Hi Romanophile - I’m from Bermuda. But I first learned some Russian and Romanian when I lived in Kharborovsk in the Russian Far East (my neighbour in the apartment building was a widow originally from Brasov; had married a Soviet officer in the 70s - her daughter was an incentive in picking up some Romanian, lol).
A lot of the waiters here are Ukrainian or Romanian so I get to practice ordering food, lol. They brought me back a collection of Chekov’s plays in Russian, and two books in Romanian - a collection of fairy tales and then a collection of Ion Creaga’s short stories.
So, I’m in Canada… but have visited Bermuda (direct flight from Toronto) a few times. Maybe five times, and turned my parents onto the idea so they went maybe for ten or more visits. My Romanian connection comes from my mother’s family, who immigrated from Transylvania about 100 years ago, and was pretty much completely assimilated into English Canada. But I found the Romanian connection pretty interesting, and I visited my cousins first in 1987 before the Wall fell… and am trying to learn the language… from absolutely no base at home.

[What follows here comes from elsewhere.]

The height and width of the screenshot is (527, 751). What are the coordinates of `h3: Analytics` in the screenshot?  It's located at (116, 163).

With such a connection, go for it! Then you’ll find out if you can learn more than one. My heart is in Italian but I’m trying a few words of Swahili because Africa was good to me.

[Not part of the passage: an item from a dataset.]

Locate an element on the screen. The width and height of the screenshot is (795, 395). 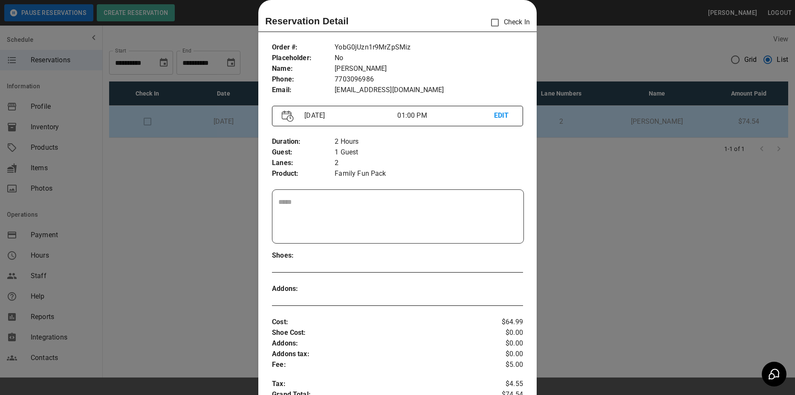
p: No is located at coordinates (429, 58).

If the language calls to you, a good reason for trying to learn it.
Interesting to hear motivations! I’m Dutch and learning Norwegian (I have lived there), Spanish (my COVID challenge) and Romanian (my wife’s from there) in parallel. I’m taking my Spanish slow but as I’m rounding up the main parts of Romanian I’m mainly focusing on my shared collection now, that I’ll look to update with what I learn from my regular in person class.

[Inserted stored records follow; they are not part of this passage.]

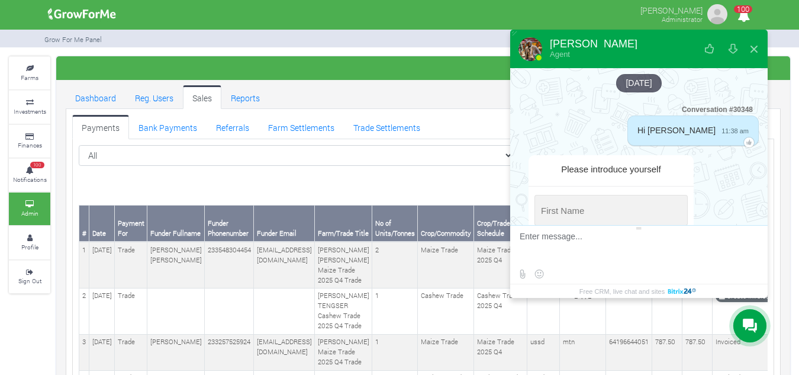  Describe the element at coordinates (30, 179) in the screenshot. I see `small: Notifications` at that location.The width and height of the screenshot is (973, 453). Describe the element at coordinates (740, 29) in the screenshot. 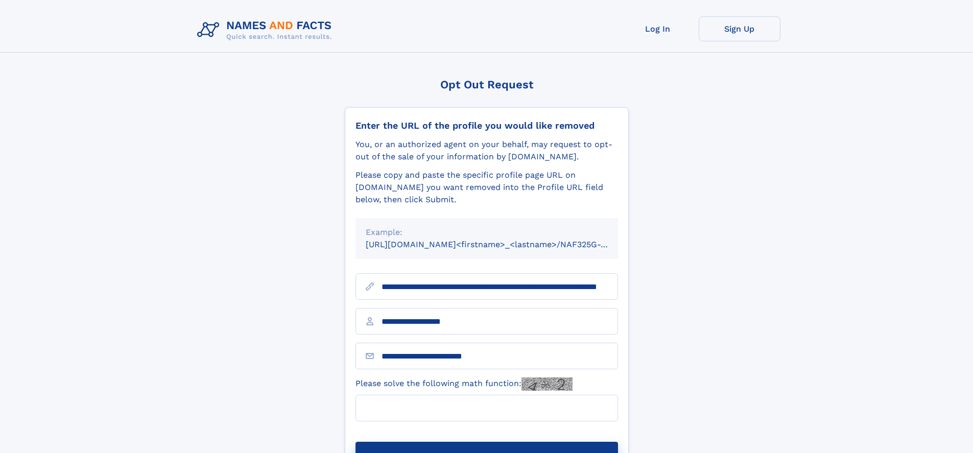

I see `a: Sign Up` at that location.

To me mixing is enriching but yes - I do find myself mixing up languages at times while speaking. I also find myself guessing right a lot though!
Regarding my last post on this thread: For the last two months or so, I’ve been working on Hebrew in addition to the Russian that I was already learning. As I had suspected, switching languages adds cognitive overhead when trying to function in either language. And of course, working in two languages also cuts down the amount of time I can devote to either one. However, I am getting better at language-switching, and learning Russian is no longer entirely displacing my ability to study Hebrew. I’d say that doing both simultaneously has been worthwhile for me.
To all the people on this thread: thanks for your comments. All useful and intriguing. The Clozemaster community may not be the quickest to respond, but has valuable things to say. Good traits, in my view.
Hi Volkert! We keep chasing each other in Romanian, lol!
I’m curious how you’re finding doing both Romanian and Spanish at the same time, with them both being Romance languages? Trying to work out if they help or hinder learning each other.
For me it’s not too bad combining. I speak Romanian more regularly and I do find myself throwing an accidental spanish word in, but it doesn’t happen that often.
I do find Romanian a bit more complex in general - more complex verbs and more complex rules for feminine/masculine - so I actually think I make more mistakes speaking and having some associations with Spanish helps more than it hurts me.
I recall living in Norway a long time ago I would in general mix up the languages I knew least well, independent of how close they were. I was throwing Norwegian words into French at the time.